Strip away the bitcoin accounting and there is barely a company underneath. Q4 2025 produced a $12.44 billion net loss and diluted EPS of -$42.93, driven almost entirely by a $17.44 billion unrealized loss on digital assets under ASU 2023-08. Quarterly software revenue was just $122.99M against a market cap north of $61 billion. The price-to-sales ratio sits at 134.95, operating margin is -44.02%, and beta is 3.595. CEO Phong Le openly described the model as raising “$25.3 billion of capital in 2025” to buy more bitcoin, with another $8.1 billion in common ATM and $29+ billion in preferred ATM capacity still queued. The STRC preferred carries an 11.25% dividend rate. Polymarket traders price a 41.5% chance MSTR sells some bitcoin by year-end and a 27.5% chance of MSCI delisting. This is a leveraged bitcoin proxy wearing a software ticker.

The redirect is the house that takes a cut every time MSTR’s traders sweat: CME Group (NASDAQ:CME). It owns the volatility without owning the asset.

Three reasons CME stands out versus MSTR for long-horizon investors

1. Records across every asset class, not just crypto. Q1 2026 delivered revenue of $1.88 billion (up 14.5% YoY), GAAP net income up 20% to $1.15 billion, and a record 36.2 million contracts in average daily volume, up 22% YoY. All six asset classes, interest rates, equity indexes, FX, energy, agricultural commodities and metals, hit quarterly highs. Crypto exposure flows through 24/7 cryptocurrency futures and options, keeping the asset off CME’s balance sheet.

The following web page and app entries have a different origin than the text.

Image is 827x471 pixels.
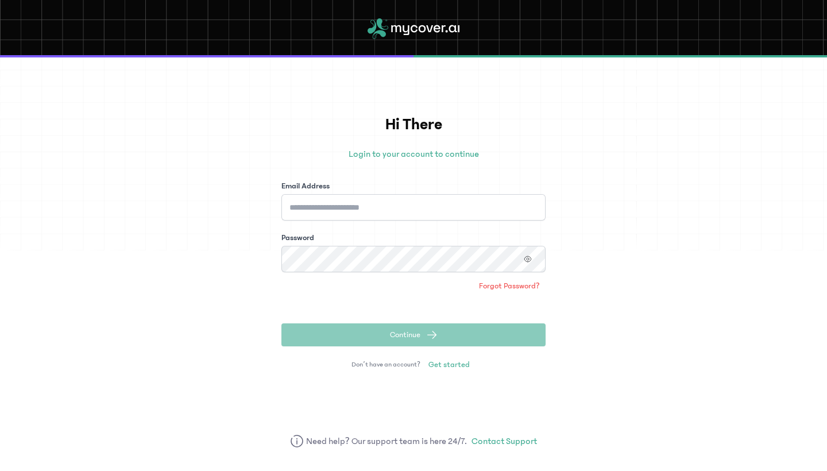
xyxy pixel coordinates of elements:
p: Login to your account to continue [281,147,545,161]
span: Get started [428,359,470,370]
a: Get started [422,355,475,374]
a: Contact Support [471,434,537,448]
h1: Hi There [281,112,545,137]
label: Password [281,232,314,243]
button: Continue [281,323,545,346]
span: Forgot Password? [479,280,540,292]
a: Forgot Password? [473,277,545,295]
span: Continue [390,329,420,340]
span: Need help? Our support team is here 24/7. [306,434,467,448]
span: Don’t have an account? [351,360,420,369]
label: Email Address [281,180,329,192]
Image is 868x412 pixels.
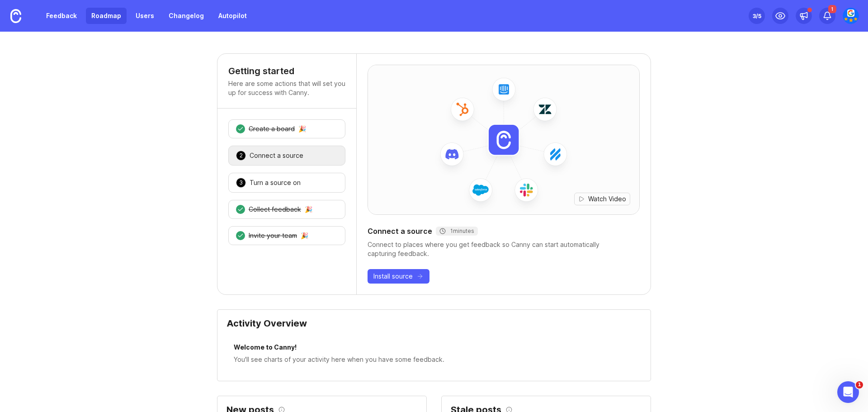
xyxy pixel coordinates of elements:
a: Autopilot [213,8,252,24]
div: Collect feedback [248,205,301,214]
button: 3/5 [749,8,765,24]
span: Watch Video [588,195,626,203]
button: Watch Video [574,193,630,206]
div: 1 minutes [439,228,475,235]
div: Connect to places where you get feedback so Canny can start automatically capturing feedback. [368,240,640,259]
div: Create a board [248,124,295,133]
iframe: Intercom live chat [837,381,860,404]
div: Connect a source [368,226,640,236]
div: Turn a source on [250,178,301,187]
span: Install source [373,272,413,281]
div: 3 [236,178,246,188]
div: Welcome to Canny! [234,342,635,354]
div: Invite your team [248,231,298,240]
div: 🎉 [305,206,313,213]
img: Google Reviews Upvote [843,8,860,24]
p: Here are some actions that will set you up for success with Canny. [229,79,346,97]
div: You'll see charts of your activity here when you have some feedback. [234,354,635,364]
a: Roadmap [86,8,127,24]
span: 1 [829,5,837,13]
a: Users [130,8,159,24]
div: 2 [236,150,246,160]
a: Feedback [41,8,82,24]
div: Activity Overview [226,319,642,335]
button: Install source [368,269,429,284]
img: Canny Home [11,9,21,23]
div: 🎉 [301,232,308,239]
div: 🎉 [298,126,306,132]
img: installed-source-hero-8cc2ac6e746a3ed68ab1d0118ebd9805.png [368,58,639,221]
a: Changelog [163,8,209,24]
div: Connect a source [250,151,304,160]
span: 1 [856,381,863,389]
h4: Getting started [229,64,346,77]
div: 3 /5 [753,9,761,22]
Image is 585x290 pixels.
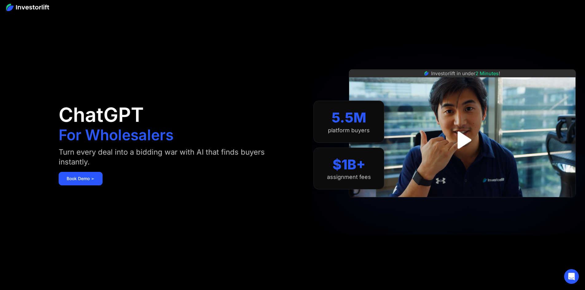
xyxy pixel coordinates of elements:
[416,200,508,208] iframe: Customer reviews powered by Trustpilot
[448,126,476,154] a: open lightbox
[475,70,498,76] span: 2 Minutes
[327,174,371,180] div: assignment fees
[332,157,365,173] div: $1B+
[431,70,500,77] div: Investorlift in under !
[331,110,366,126] div: 5.5M
[59,128,173,142] h1: For Wholesalers
[328,127,369,134] div: platform buyers
[59,147,280,167] div: Turn every deal into a bidding war with AI that finds buyers instantly.
[564,269,578,284] div: Open Intercom Messenger
[59,172,102,185] a: Book Demo ➢
[59,105,144,125] h1: ChatGPT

2. Cash returns instead of dilution. CME paid roughly $3.9 billion in 2025 dividends and has returned about $30 billion to shareholders since 2012 under its variable dividend policy, and bought back $536 million of stock in Q1 2026 alone. That is the structural opposite of MSTR, which is the largest U.S. equity issuer for the second consecutive year.

3. Real earnings, defensive profile. CME trades at a forward P/E of 24x, return on equity of 15.9%, operating margin of 69.8%, and a beta of 0.26, with 91.7% institutional ownership. CEO Terry Duffy summed up the setup: “In a world in which risk has become the new normal, 2026 is off to a record-breaking start.”

For a retirement-focused investor, the choice is between a -51.65% one-year drawdown in MSTR plus perpetual preferred obligations, or CME’s 7.59% YTD grind backed by a $5.05 dividend. Even Block (NYSE:XYZ), with 54% projected 2026 EPS growth, still booked a $234 million bitcoin remeasurement loss in Q4. CME has none of that noise.

What to watch: CME belongs near the top of any derivatives-exchange research list this week, while MSTR’s headline-driven moves continue to track bitcoin rather than software fundamentals.

Photo of Alex Sirois
About the Author Alex Sirois →

Alex Sirois is a financial writer with experience spanning both retail and institutional investing. He has written for InvestorPlace and held roles at BNY Mellon and Bernstein, giving him a perspective that bridges Main Street portfolios and Wall Street analysis.

Alex holds an MBA from George Washington University and has built his career across multiple industries, including e-commerce, education, and translation — a breadth of experience that informs how he breaks down complex financial topics for everyday investors. His writing is conversational, actionable, and grounded in long-term, buy-and-hold investing principles.

At 247 Wall St., Alex focuses on delivering analysis that is both accessible and useful, with a clear emphasis on helping readers make more informed decisions with their money.